9:15 p.m. in Pensacola, Florida

9:15 p.m. in Pensacola, Florida is inescapable pink. It’s a strange, bright shadow, a sheen of flamingo and taffy across our skin and eyes. We walk through the spray of a busted fire hydrant, past squat palm trees and old houses, stucco and cinder block, painted pastel oranges and blues. The driveways are lined with monkey grass, alive and wild beside the half-dead front yards. Everything is slow, so desperately slow. A soft salt wind slides through the choking heat, a whisper of the Gulf shore, one mile away. I breathe it all in. My dog, Nollie, shakes off the hydrant water. His metal chain clangs against the wet concrete.
Nollie and I make it to our old home. My little brother and I called it the good house when we moved to this part of town five years ago, on account that it’s a hundred years newer than our first family home. But the good house was destroyed three days ago when a small tornado shot through the back wall, collapsing the whole structure backwards. From the front yard, it looks the same as it always had, the destruction hidden by a white painted brick face, the huge magnolia tree dumping soft white petals across the dark, dirt yard. Thank God it’s only one story, a neighbor says, his hand in his back pocket, his island print short-sleeve, unbuttoned, billowing against his bare chest. He shakes his head and spits into a slim fig tree my dad and I planted in the front yard. Lucky y’all left when you did, he says. Luckier that my dad had passed years before this storm hit. Dad insisted on staying home during the hurricanes that plowed through the Florida panhandle every year to watch the dogs and have time to think. Once, we sat together by the front windows as a tricycle blew down the street without a rider, its little pedals turning under a swirl of sticks and leaves.
The storm three days ago was too strong to sit through. It was thrashing and monstrous, destroying whole neighborhoods, the historic downtown, and the beach my family has returned to for the last two hundred years. Doesn’t matter if you have a house, the beach’ll always be home, Dad said, the same way other people say we’ll always have each other. But what happens when the air itself tears the beach in half, the dune plants dead and scattered, the sand boobytrapped with piles of broken wood and shattered glass?
This is a state of emergency. Soon, the National Guard will march through the streets, shrieking curfew, curfew, shifting their rifles from one shoulder to the other. Soon, Nollie and I will bury ourselves in the hot dark of any house with a bare floor and solid roof. We’ll fall asleep listening to the giant cockroaches and tiny rats scurry through the walls. We’ll fall asleep hoping they stay there, praying to the invisible lines that connect us, living creature to living creature: This is my place and that is your place.
About the Author
Illustration by Jane Demarest.
Edited by Tusshara Nalakumar Srilatha.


• **Work item**: Read the data below. Then repeat all of it exactly.

[Records from a collection of figures]
========================================================================
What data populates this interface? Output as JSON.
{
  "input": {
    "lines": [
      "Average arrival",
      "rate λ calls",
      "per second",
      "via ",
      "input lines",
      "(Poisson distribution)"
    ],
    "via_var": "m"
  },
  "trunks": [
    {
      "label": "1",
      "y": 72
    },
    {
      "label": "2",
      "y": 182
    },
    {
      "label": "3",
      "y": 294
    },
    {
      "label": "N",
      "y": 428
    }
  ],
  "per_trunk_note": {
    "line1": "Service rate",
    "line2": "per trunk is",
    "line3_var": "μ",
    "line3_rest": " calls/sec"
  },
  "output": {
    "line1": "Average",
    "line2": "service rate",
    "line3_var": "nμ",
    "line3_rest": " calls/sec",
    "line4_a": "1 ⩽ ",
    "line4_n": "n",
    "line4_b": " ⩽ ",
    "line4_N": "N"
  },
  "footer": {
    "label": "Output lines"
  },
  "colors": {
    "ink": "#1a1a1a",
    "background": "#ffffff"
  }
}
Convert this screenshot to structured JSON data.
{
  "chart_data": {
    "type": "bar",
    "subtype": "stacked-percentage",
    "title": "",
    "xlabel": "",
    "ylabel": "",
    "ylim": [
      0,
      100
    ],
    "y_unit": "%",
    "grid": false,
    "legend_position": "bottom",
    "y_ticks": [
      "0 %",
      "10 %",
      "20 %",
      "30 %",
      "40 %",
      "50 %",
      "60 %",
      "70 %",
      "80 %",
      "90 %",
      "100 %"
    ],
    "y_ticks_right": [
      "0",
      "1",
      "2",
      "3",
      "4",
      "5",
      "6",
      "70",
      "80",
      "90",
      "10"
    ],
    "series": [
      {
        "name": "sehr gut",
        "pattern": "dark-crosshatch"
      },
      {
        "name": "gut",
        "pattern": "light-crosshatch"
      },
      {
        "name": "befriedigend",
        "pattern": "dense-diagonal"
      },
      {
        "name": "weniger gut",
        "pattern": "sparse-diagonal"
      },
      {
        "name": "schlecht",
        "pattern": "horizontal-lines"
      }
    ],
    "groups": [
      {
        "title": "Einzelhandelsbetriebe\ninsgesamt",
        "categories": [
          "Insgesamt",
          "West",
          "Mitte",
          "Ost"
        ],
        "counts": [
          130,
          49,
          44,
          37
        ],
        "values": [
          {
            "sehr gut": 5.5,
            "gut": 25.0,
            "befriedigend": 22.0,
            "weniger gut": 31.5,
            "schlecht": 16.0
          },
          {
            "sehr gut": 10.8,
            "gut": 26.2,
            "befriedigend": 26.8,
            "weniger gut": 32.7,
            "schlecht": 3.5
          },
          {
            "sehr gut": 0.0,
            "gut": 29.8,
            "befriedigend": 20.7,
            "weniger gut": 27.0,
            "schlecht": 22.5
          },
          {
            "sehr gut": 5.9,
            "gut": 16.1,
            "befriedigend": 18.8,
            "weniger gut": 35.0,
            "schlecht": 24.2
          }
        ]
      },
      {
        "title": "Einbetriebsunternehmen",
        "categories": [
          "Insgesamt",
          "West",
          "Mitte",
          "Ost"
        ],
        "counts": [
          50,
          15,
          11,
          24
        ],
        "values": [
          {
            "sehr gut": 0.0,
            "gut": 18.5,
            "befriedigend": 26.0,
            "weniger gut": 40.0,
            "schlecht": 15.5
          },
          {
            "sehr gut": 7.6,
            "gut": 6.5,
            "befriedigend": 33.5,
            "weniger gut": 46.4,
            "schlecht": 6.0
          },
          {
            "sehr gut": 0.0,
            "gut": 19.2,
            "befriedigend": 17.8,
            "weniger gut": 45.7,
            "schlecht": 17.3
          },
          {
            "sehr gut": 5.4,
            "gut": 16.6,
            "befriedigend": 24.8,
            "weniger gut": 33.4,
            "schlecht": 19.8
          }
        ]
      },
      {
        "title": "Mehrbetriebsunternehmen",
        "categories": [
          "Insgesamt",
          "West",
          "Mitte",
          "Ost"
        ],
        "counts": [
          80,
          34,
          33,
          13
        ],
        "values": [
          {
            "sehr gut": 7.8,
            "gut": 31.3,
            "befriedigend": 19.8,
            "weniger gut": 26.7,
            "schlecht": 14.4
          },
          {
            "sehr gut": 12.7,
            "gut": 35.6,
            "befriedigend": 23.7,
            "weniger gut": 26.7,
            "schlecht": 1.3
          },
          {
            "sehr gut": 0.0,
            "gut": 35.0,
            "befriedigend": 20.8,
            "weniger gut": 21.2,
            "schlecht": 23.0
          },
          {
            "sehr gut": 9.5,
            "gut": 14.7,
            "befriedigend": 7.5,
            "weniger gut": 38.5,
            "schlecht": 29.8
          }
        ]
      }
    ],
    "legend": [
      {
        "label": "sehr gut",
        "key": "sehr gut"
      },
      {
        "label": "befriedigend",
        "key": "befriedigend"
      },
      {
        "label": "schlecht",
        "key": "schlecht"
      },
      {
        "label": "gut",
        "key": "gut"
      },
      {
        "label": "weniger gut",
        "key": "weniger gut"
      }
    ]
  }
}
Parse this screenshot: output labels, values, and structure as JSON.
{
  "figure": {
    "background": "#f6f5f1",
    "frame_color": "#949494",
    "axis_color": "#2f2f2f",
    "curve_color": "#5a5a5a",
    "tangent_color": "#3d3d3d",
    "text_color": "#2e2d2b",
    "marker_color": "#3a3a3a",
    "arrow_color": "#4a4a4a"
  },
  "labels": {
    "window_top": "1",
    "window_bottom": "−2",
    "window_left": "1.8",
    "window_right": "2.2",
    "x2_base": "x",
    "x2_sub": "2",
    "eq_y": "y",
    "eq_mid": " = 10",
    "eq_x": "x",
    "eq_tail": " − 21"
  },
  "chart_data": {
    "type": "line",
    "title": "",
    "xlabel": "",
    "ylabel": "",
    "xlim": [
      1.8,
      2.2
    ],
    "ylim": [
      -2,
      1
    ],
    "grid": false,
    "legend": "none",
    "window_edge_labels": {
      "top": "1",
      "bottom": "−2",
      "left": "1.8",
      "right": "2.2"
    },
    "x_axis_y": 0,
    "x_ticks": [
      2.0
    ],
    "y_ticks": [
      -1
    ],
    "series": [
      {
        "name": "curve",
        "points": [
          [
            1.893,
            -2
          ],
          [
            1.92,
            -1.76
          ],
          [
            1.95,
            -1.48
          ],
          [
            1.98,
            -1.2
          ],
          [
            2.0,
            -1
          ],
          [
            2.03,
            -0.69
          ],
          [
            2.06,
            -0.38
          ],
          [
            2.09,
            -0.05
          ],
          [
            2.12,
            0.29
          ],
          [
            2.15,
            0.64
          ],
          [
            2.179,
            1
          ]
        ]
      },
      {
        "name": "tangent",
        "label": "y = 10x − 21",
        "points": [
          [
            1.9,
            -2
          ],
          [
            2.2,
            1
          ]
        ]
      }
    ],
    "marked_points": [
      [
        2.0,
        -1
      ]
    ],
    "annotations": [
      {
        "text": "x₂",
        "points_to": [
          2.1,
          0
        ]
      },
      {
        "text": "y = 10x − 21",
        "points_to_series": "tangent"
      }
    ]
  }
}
========================================================================
• **Answer area**:
What data populates this interface? Output as JSON.
{
  "input": {
    "lines": [
      "Average arrival",
      "rate λ calls",
      "per second",
      "via ",
      "input lines",
      "(Poisson distribution)"
    ],
    "via_var": "m"
  },
  "trunks": [
    {
      "label": "1",
      "y": 72
    },
    {
      "label": "2",
      "y": 182
    },
    {
      "label": "3",
      "y": 294
    },
    {
      "label": "N",
      "y": 428
    }
  ],
  "per_trunk_note": {
    "line1": "Service rate",
    "line2": "per trunk is",
    "line3_var": "μ",
    "line3_rest": " calls/sec"
  },
  "output": {
    "line1": "Average",
    "line2": "service rate",
    "line3_var": "nμ",
    "line3_rest": " calls/sec",
    "line4_a": "1 ⩽ ",
    "line4_n": "n",
    "line4_b": " ⩽ ",
    "line4_N": "N"
  },
  "footer": {
    "label": "Output lines"
  },
  "colors": {
    "ink": "#1a1a1a",
    "background": "#ffffff"
  }
}
Convert this screenshot to structured JSON data.
{
  "chart_data": {
    "type": "bar",
    "subtype": "stacked-percentage",
    "title": "",
    "xlabel": "",
    "ylabel": "",
    "ylim": [
      0,
      100
    ],
    "y_unit": "%",
    "grid": false,
    "legend_position": "bottom",
    "y_ticks": [
      "0 %",
      "10 %",
      "20 %",
      "30 %",
      "40 %",
      "50 %",
      "60 %",
      "70 %",
      "80 %",
      "90 %",
      "100 %"
    ],
    "y_ticks_right": [
      "0",
      "1",
      "2",
      "3",
      "4",
      "5",
      "6",
      "70",
      "80",
      "90",
      "10"
    ],
    "series": [
      {
        "name": "sehr gut",
        "pattern": "dark-crosshatch"
      },
      {
        "name": "gut",
        "pattern": "light-crosshatch"
      },
      {
        "name": "befriedigend",
        "pattern": "dense-diagonal"
      },
      {
        "name": "weniger gut",
        "pattern": "sparse-diagonal"
      },
      {
        "name": "schlecht",
        "pattern": "horizontal-lines"
      }
    ],
    "groups": [
      {
        "title": "Einzelhandelsbetriebe\ninsgesamt",
        "categories": [
          "Insgesamt",
          "West",
          "Mitte",
          "Ost"
        ],
        "counts": [
          130,
          49,
          44,
          37
        ],
        "values": [
          {
            "sehr gut": 5.5,
            "gut": 25.0,
            "befriedigend": 22.0,
            "weniger gut": 31.5,
            "schlecht": 16.0
          },
          {
            "sehr gut": 10.8,
            "gut": 26.2,
            "befriedigend": 26.8,
            "weniger gut": 32.7,
            "schlecht": 3.5
          },
          {
            "sehr gut": 0.0,
            "gut": 29.8,
            "befriedigend": 20.7,
            "weniger gut": 27.0,
            "schlecht": 22.5
          },
          {
            "sehr gut": 5.9,
            "gut": 16.1,
            "befriedigend": 18.8,
            "weniger gut": 35.0,
            "schlecht": 24.2
          }
        ]
      },
      {
        "title": "Einbetriebsunternehmen",
        "categories": [
          "Insgesamt",
          "West",
          "Mitte",
          "Ost"
        ],
        "counts": [
          50,
          15,
          11,
          24
        ],
        "values": [
          {
            "sehr gut": 0.0,
            "gut": 18.5,
            "befriedigend": 26.0,
            "weniger gut": 40.0,
            "schlecht": 15.5
          },
          {
            "sehr gut": 7.6,
            "gut": 6.5,
            "befriedigend": 33.5,
            "weniger gut": 46.4,
            "schlecht": 6.0
          },
          {
            "sehr gut": 0.0,
            "gut": 19.2,
            "befriedigend": 17.8,
            "weniger gut": 45.7,
            "schlecht": 17.3
          },
          {
            "sehr gut": 5.4,
            "gut": 16.6,
            "befriedigend": 24.8,
            "weniger gut": 33.4,
            "schlecht": 19.8
          }
        ]
      },
      {
        "title": "Mehrbetriebsunternehmen",
        "categories": [
          "Insgesamt",
          "West",
          "Mitte",
          "Ost"
        ],
        "counts": [
          80,
          34,
          33,
          13
        ],
        "values": [
          {
            "sehr gut": 7.8,
            "gut": 31.3,
            "befriedigend": 19.8,
            "weniger gut": 26.7,
            "schlecht": 14.4
          },
          {
            "sehr gut": 12.7,
            "gut": 35.6,
            "befriedigend": 23.7,
            "weniger gut": 26.7,
            "schlecht": 1.3
          },
          {
            "sehr gut": 0.0,
            "gut": 35.0,
            "befriedigend": 20.8,
            "weniger gut": 21.2,
            "schlecht": 23.0
          },
          {
            "sehr gut": 9.5,
            "gut": 14.7,
            "befriedigend": 7.5,
            "weniger gut": 38.5,
            "schlecht": 29.8
          }
        ]
      }
    ],
    "legend": [
      {
        "label": "sehr gut",
        "key": "sehr gut"
      },
      {
        "label": "befriedigend",
        "key": "befriedigend"
      },
      {
        "label": "schlecht",
        "key": "schlecht"
      },
      {
        "label": "gut",
        "key": "gut"
      },
      {
        "label": "weniger gut",
        "key": "weniger gut"
      }
    ]
  }
}
Parse this screenshot: output labels, values, and structure as JSON.
{
  "figure": {
    "background": "#f6f5f1",
    "frame_color": "#949494",
    "axis_color": "#2f2f2f",
    "curve_color": "#5a5a5a",
    "tangent_color": "#3d3d3d",
    "text_color": "#2e2d2b",
    "marker_color": "#3a3a3a",
    "arrow_color": "#4a4a4a"
  },
  "labels": {
    "window_top": "1",
    "window_bottom": "−2",
    "window_left": "1.8",
    "window_right": "2.2",
    "x2_base": "x",
    "x2_sub": "2",
    "eq_y": "y",
    "eq_mid": " = 10",
    "eq_x": "x",
    "eq_tail": " − 21"
  },
  "chart_data": {
    "type": "line",
    "title": "",
    "xlabel": "",
    "ylabel": "",
    "xlim": [
      1.8,
      2.2
    ],
    "ylim": [
      -2,
      1
    ],
    "grid": false,
    "legend": "none",
    "window_edge_labels": {
      "top": "1",
      "bottom": "−2",
      "left": "1.8",
      "right": "2.2"
    },
    "x_axis_y": 0,
    "x_ticks": [
      2.0
    ],
    "y_ticks": [
      -1
    ],
    "series": [
      {
        "name": "curve",
        "points": [
          [
            1.893,
            -2
          ],
          [
            1.92,
            -1.76
          ],
          [
            1.95,
            -1.48
          ],
          [
            1.98,
            -1.2
          ],
          [
            2.0,
            -1
          ],
          [
            2.03,
            -0.69
          ],
          [
            2.06,
            -0.38
          ],
          [
            2.09,
            -0.05
          ],
          [
            2.12,
            0.29
          ],
          [
            2.15,
            0.64
          ],
          [
            2.179,
            1
          ]
        ]
      },
      {
        "name": "tangent",
        "label": "y = 10x − 21",
        "points": [
          [
            1.9,
            -2
          ],
          [
            2.2,
            1
          ]
        ]
      }
    ],
    "marked_points": [
      [
        2.0,
        -1
      ]
    ],
    "annotations": [
      {
        "text": "x₂",
        "points_to": [
          2.1,
          0
        ]
      },
      {
        "text": "y = 10x − 21",
        "points_to_series": "tangent"
      }
    ]
  }
}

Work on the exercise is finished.